I recently got my hands on a Steam Deck. For those who don't know, it is a x86_64 computer with gaming hardware, running Linux, in the form factor of a handheld console. The whole idea is Steam, the popular videogame store, sells it for cheap so people gets to buy and play more videogames.
This device is clearly intended to operate under a walled-garden model in which Steam if your provider of games. What the Steam people did very right is ensuring the garden is what you use by default, but it is eventually your computer so you can do as you please with it. It has stubs for setting your own package manager easily, stuff like that. And they even sent sample Decks to developers of third-party stores - which source the games from out of the Steam sphere. [D[D[D[D[D[D[D[D[D[D
I might have agreed with that 20 years ago.

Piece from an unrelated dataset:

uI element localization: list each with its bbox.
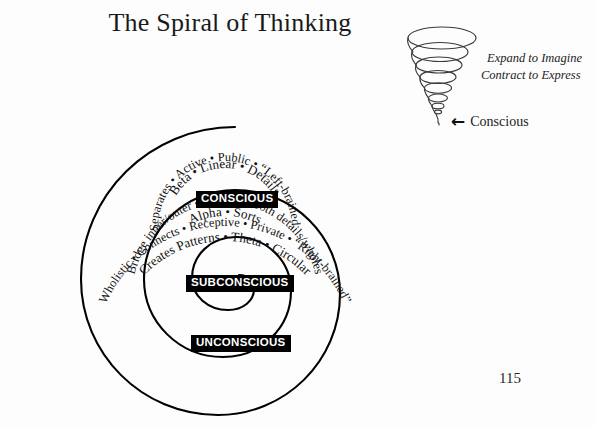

Now i think they are doing just the opposite of improvement. The entire IT industry *sucks*
I agree that in the IT world bussiness has a tendency to improve as a block instead of a per-vendor basis.
Word on the street is that the next version of Mac OS is going to
prohibit the installation of any apps that are not signed by Apple.
This requires a developer license ($100/year) and having Apple gatekeep
everything you publish.
WTF, does this include `brew` etc?
My assumption is yes, even its packages. Complete lock down.
Word on the street is that the next version of Mac OS is going to
prohibit the installation of any apps that are not signed by Apple.
This requires a developer license ($100/year) and having Apple gatekeep
everything you publish.
WTF, does this include `brew` etc?
WTF, does this include `brew` etc?
From what I have extracted there will still be a command you can run as superuser to get around it. Sort of like putting your Android into developer mode, I guess? So if that ends up being the case then it's the famous stance of "we'll let you get around this if you know what you're doing, but if you publish software and want regular people to install it, you'd better pay us, bitch." Sort of like "Windows 10S" that could only install Store apps.
Macs are popular with developers. I don't know how one can be expected to do software development on a locked down system.
That is sort of how it is now, you can run a command to run unsigned apps.. but i also heard that may go away too. It will be *mandatory*
And they can still develop. as long as they don't even think of peering outside the garden. Oh, and pay an extra fee to do so.
Sat Nov 23 2024 15:55:11 UTCfrom IGnatius T Foobar
Subject: Re: Mac OS to ban unsigned apps?WTF, does this include `brew` etc?From what I have extracted there will still be a command you can run as superuser to get around it. Sort of like putting your Android into developer mode, I guess? So if that ends up being the case then it's the famous stance of "we'll let you get around this if you know what you're doing, but if you publish software and want regular people to install it, you'd better pay us, bitch." Sort of like "Windows 10S" that could only install Store apps.
Macs are popular with developers. I don't know how one can be expected to do software development on a locked down system.
Apparently it's been broken forever, Apple is aware of it and not interested in fixing it.
Linux and Windows (yes, Windows!) have open source terminal programs and people fix problems when they find it. Get with the program, Apple.